Common Invalidation Vectors:
- Credential Isolation: Enabling
withCredentials: trueforces browsers to bypass preflight cache entirely. This prevents credential leakage across cached responses. - Header Mutation: Adding custom headers (e.g.,
X-Request-ID) or altering HTTP methods triggers a fresh preflight cycle. - Console Error Signature:
Cross-Origin Request Blocked: The Same Origin Policy disallows reading the remote resource. (Reason: CORS preflight did not succeed). - Service Worker Interception: Custom
fetchevent handlers can override native CORS caching behavior ifevent.respondWith()bypasses the network layer.
Client-Side Validation Script
async function testPreflightCache() {
const start = performance.now();
await fetch('https://api.example.com/data', {
method: 'POST',
headers: { 'Content-Type': 'application/json' },
credentials: 'same-origin'
});
const duration = performance.now() - start;
console.log(`Request latency: ${duration}ms (preflight cached if < 50ms)`);
}
Step-by-Step Validation & Network Audit
Verify cache enforcement using browser DevTools and CLI utilities. Manual inspection confirms TTL alignment and detects silent failures.
Validation Workflow:
- Open DevTools Network tab and filter by
OPTIONS. - Inspect the Timing tab for
(disk cache)or(memory cache)indicators. - Execute raw header validation via CLI to bypass browser abstraction layers.
- Cross-reference response headers with browser cache storage to confirm TTL alignment.

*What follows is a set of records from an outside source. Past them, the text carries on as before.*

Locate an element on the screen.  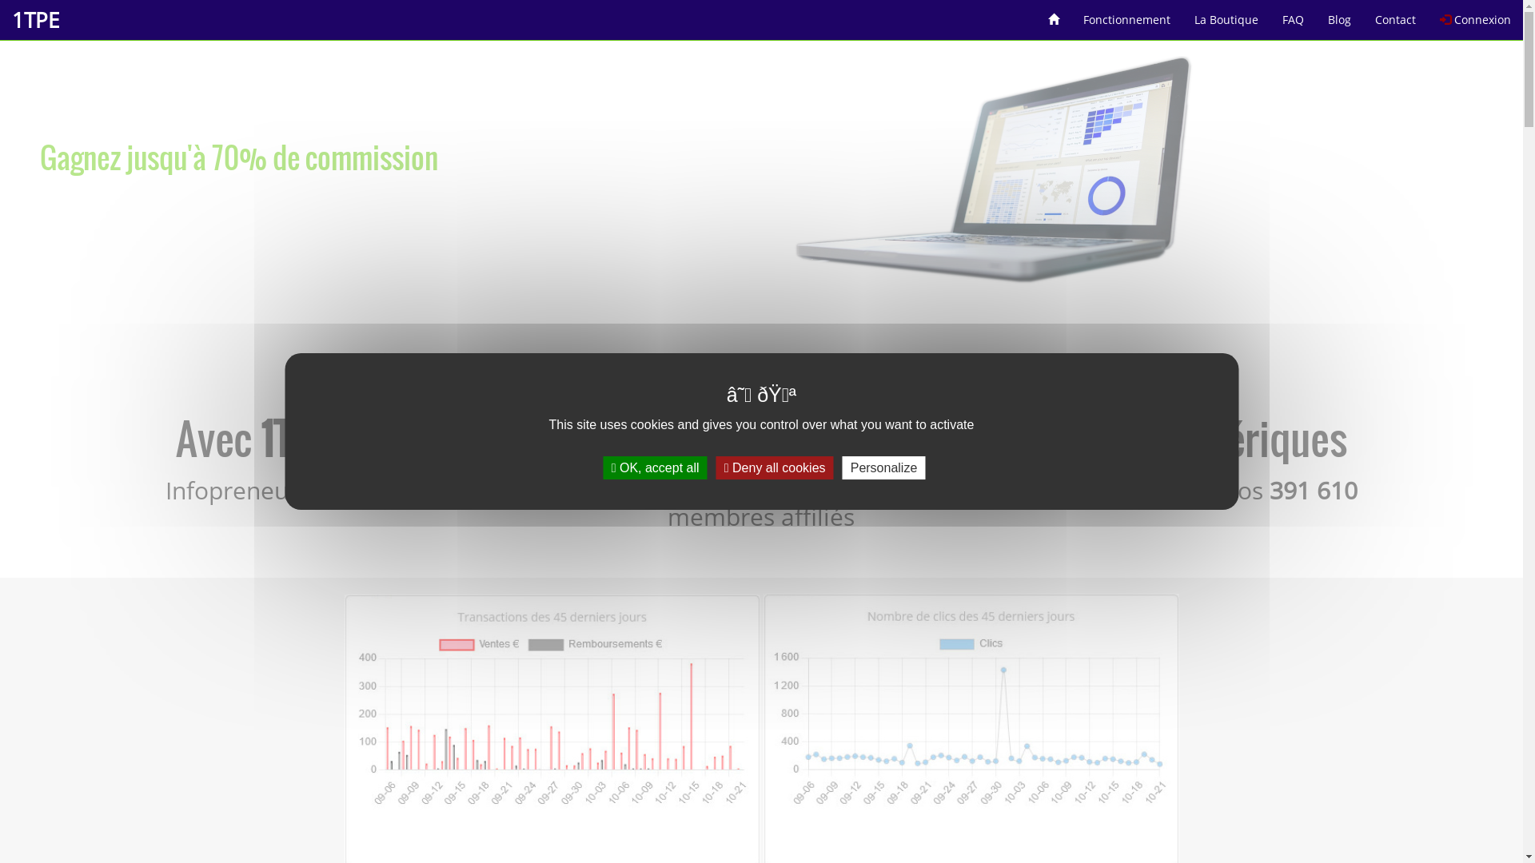
Fonctionnement is located at coordinates (1127, 14).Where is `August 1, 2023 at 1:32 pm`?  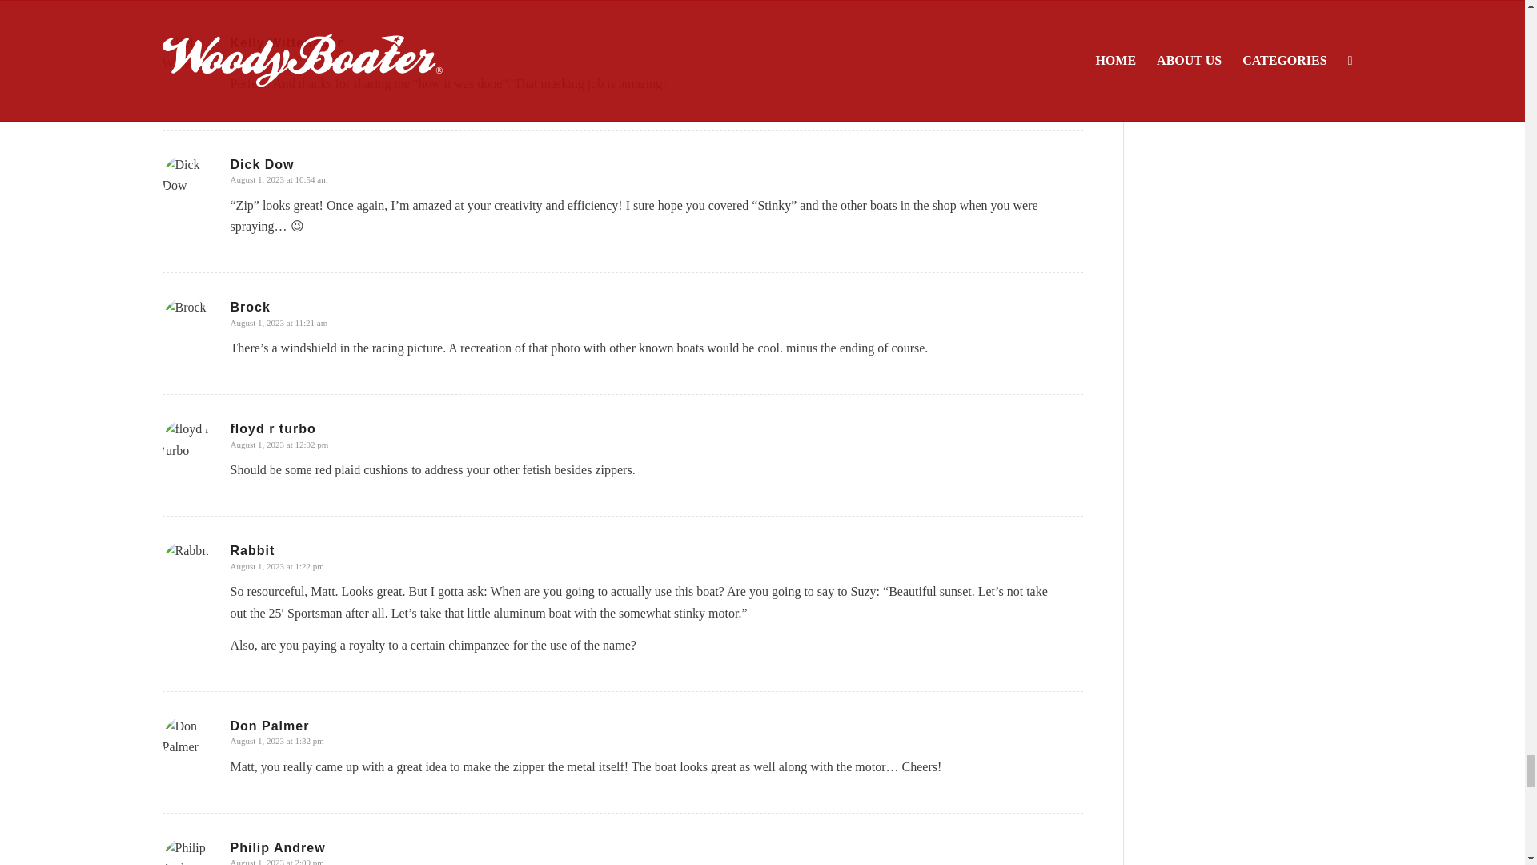
August 1, 2023 at 1:32 pm is located at coordinates (277, 740).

- Monitor repeated preflights post-deployment to detect accidental cache busting.
CLI Validation Command
curl -I -X OPTIONS \
-H 'Origin: https://client.example.com' \
-H 'Access-Control-Request-Method: POST' \
-H 'Access-Control-Request-Headers: Content-Type' \
https://api.example.com/data
Expected Output Verification:
HTTP/2 204
access-control-allow-origin: https://client.example.com
access-control-allow-methods: GET, POST, PUT
access-control-max-age: 86400
content-length: 0
Common Configuration Mistakes
| Issue | Technical Explanation |
|---|---|
Applying Access-Control-Max-Age to GET/POST responses |
Browsers only cache preflight responses when attached to OPTIONS 204/200. Resource headers have zero effect on preflight frequency. |
| Expecting 30-day cache durations in Safari | WebKit hard-codes a 10-minute maximum. Values above 600s are silently truncated, causing preflight storms on iOS/macOS. |
Using withCredentials: true with caching |
Credential-enabled requests deliberately bypass preflight cache for strict origin isolation, forcing a new OPTIONS per session. |
Frequently Asked Questions
Does Access-Control-Max-Age work with withCredentials: true?
No. Browsers intentionally bypass preflight caching when credentials are enabled to enforce strict origin isolation and prevent credential leakage.
Why does Safari ignore my 24-hour preflight cache?
WebKit enforces a hard 10-minute (600s) cap on preflight cache duration. Values exceeding this are truncated silently without console warnings.
How do I force a preflight cache refresh during deployment?
Change the Access-Control-Allow-Methods or Access-Control-Allow-Headers values. Alternatively, deploy a cache-busting query parameter to the OPTIONS endpoint to invalidate existing browser caches.